Investigating at Home
Investigating human trafficking in your own country poses an additional challenge: you don’t have the option to leave, as a foreign journalist would, once the story is published.
“Making sure you have people above you that are supporting you and supporting your stories is crucial,” Kelly said. She advised partnering with a bigger — or international — organization with the leverage to help.
It’s essential you develop an understanding of your country’s laws to be able to operate safely.
Building your presence on social media to increase your public visibility may also help.
“Where parachutist reporters have a clear advantage of getting an exit, I think local reporters can and should, by being there, think of long-term relationships with powerful people in the country,” Urbina advised.
That means building a human rapport with police agents, lawyers, and others who can protect you as you investigate a long-term story.
Finally, it’s essential you develop an understanding of your country’s laws to be able to operate safely — specifically media and liability laws.

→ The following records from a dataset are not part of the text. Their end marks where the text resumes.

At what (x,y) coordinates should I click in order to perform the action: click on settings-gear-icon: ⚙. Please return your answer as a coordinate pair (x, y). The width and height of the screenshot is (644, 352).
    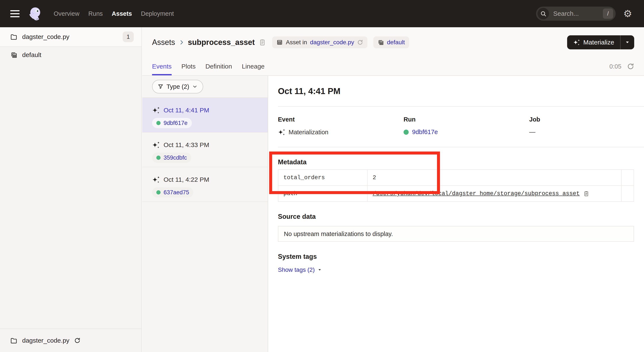
    Looking at the image, I should click on (628, 13).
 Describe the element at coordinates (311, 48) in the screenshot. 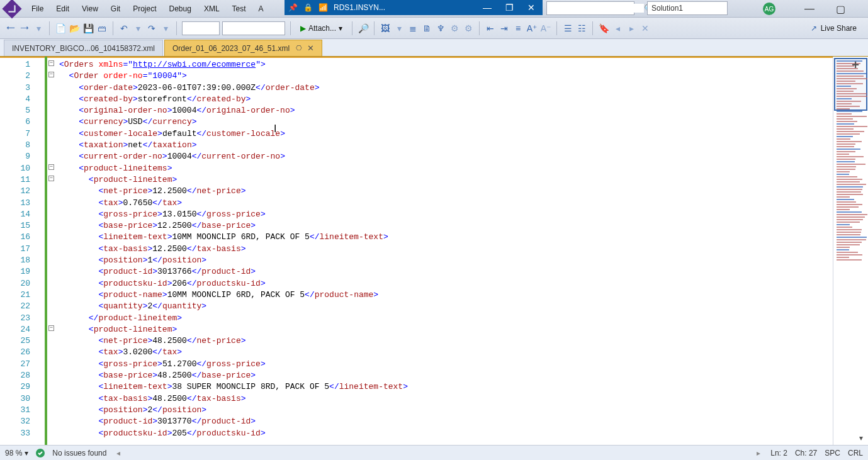

I see `close-icon: ✕` at that location.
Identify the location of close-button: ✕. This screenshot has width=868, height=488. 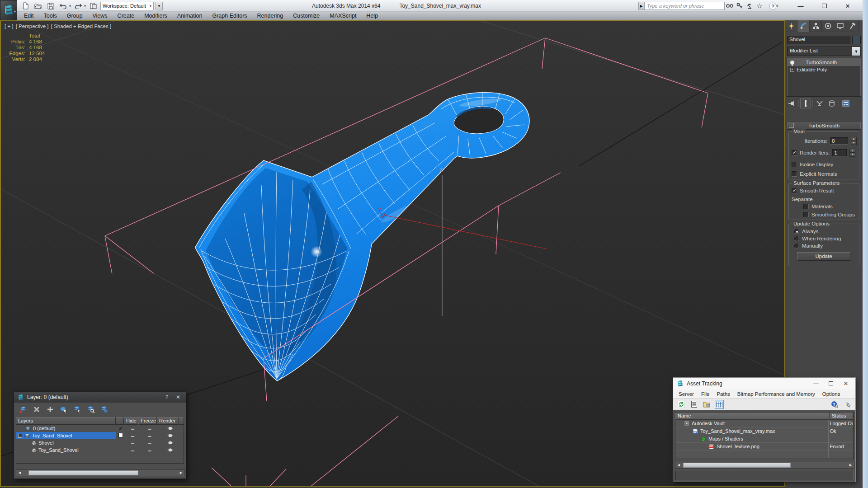
(848, 6).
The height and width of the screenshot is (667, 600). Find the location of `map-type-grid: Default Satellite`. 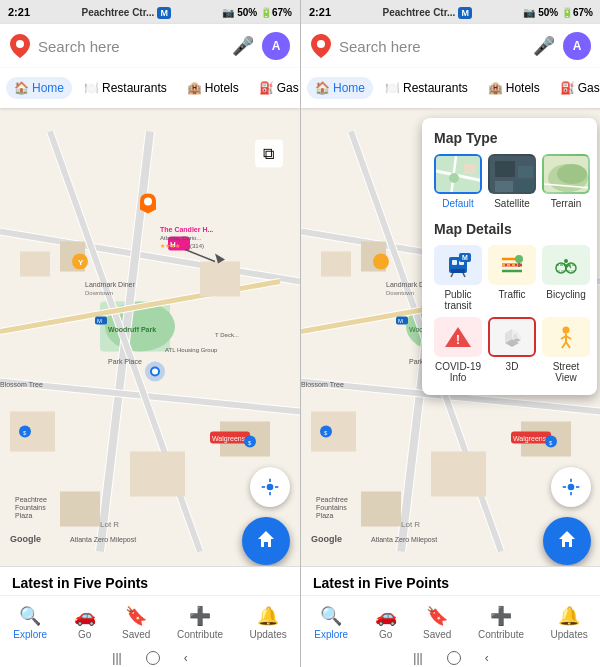

map-type-grid: Default Satellite is located at coordinates (510, 182).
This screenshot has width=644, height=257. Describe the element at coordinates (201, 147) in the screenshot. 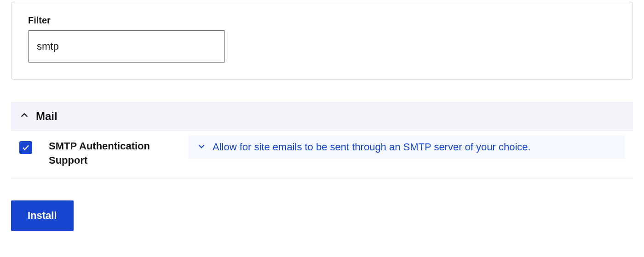

I see `chevron-down-icon` at that location.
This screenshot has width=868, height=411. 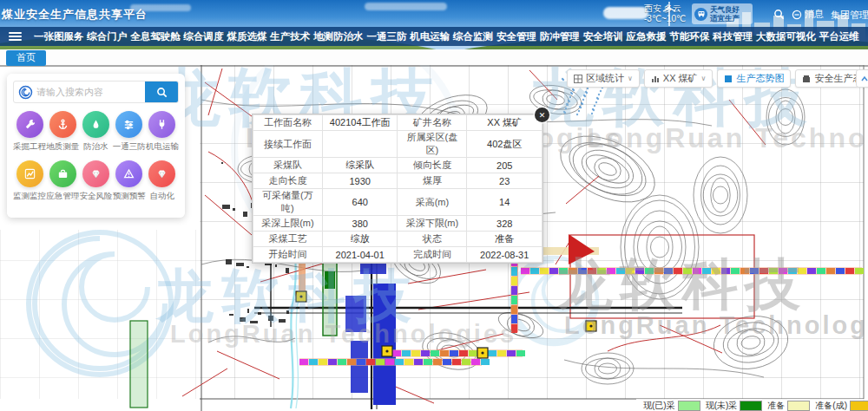 I want to click on dialog-value: 328, so click(x=505, y=224).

Journalism or Advocacy? What Do You Owe Your Sources
The panelists addressed how journalists’ sense of responsibility towards their sources has changed. It’s now common to stay involved with one’s sources after the story is published, which may bring you to question the line between reporting and advocacy work.
“I think that follow-up commitment 25 years ago was not kosher, you know,” Urbina said. “There was a much bigger wall between journalism and ‘advocacy,’ but now I think there’s not just a comfort level but an expectation that you, as a journalist, have a duty to be thinking about what’s going to happen to the sources — whether they’re named or not — after the story breaks.”
Investigative journalists at the Guardian also face the ethical dilemma of assessing what they owe their sources. Editors and reporters converse throughout the investigation to determine the best course of action, and follow certain basic precautions.
“In our attempts to bring color and narrative to the story, we’re not giving away any indication, any kind of identifying features that could then lead to those workers being identified,” Kelly said. “If we are talking to agency workers, for instance in factories, we’re making sure that the workers cannot be identified.”
Part of protecting your sources comes in the form of managing their expectations.
Kelly said her team goes beyond the Guardian’s editorial code to protect its sources — where needed, it guarantees anonymity, and strips any information about a source’s family, home, or the agency they may work for.
Kelly added that making sure you’re staying true to your sources’ story is essential, but so is thinking about the impact of your reporting on their life. Part of protecting your sources comes in the form of managing their expectations, by listing the possible harmful outcomes of your investigation, as well as telling them what you hope the project will bring about.
Urbina recommended “having a really sober and candid conversation at the outset with the source about what you plan on doing with the information, and what probably won’t or will happen.”
Finally, Kelly noted, it’s always important to ask: “Is the story worth the risk to yourself and others?”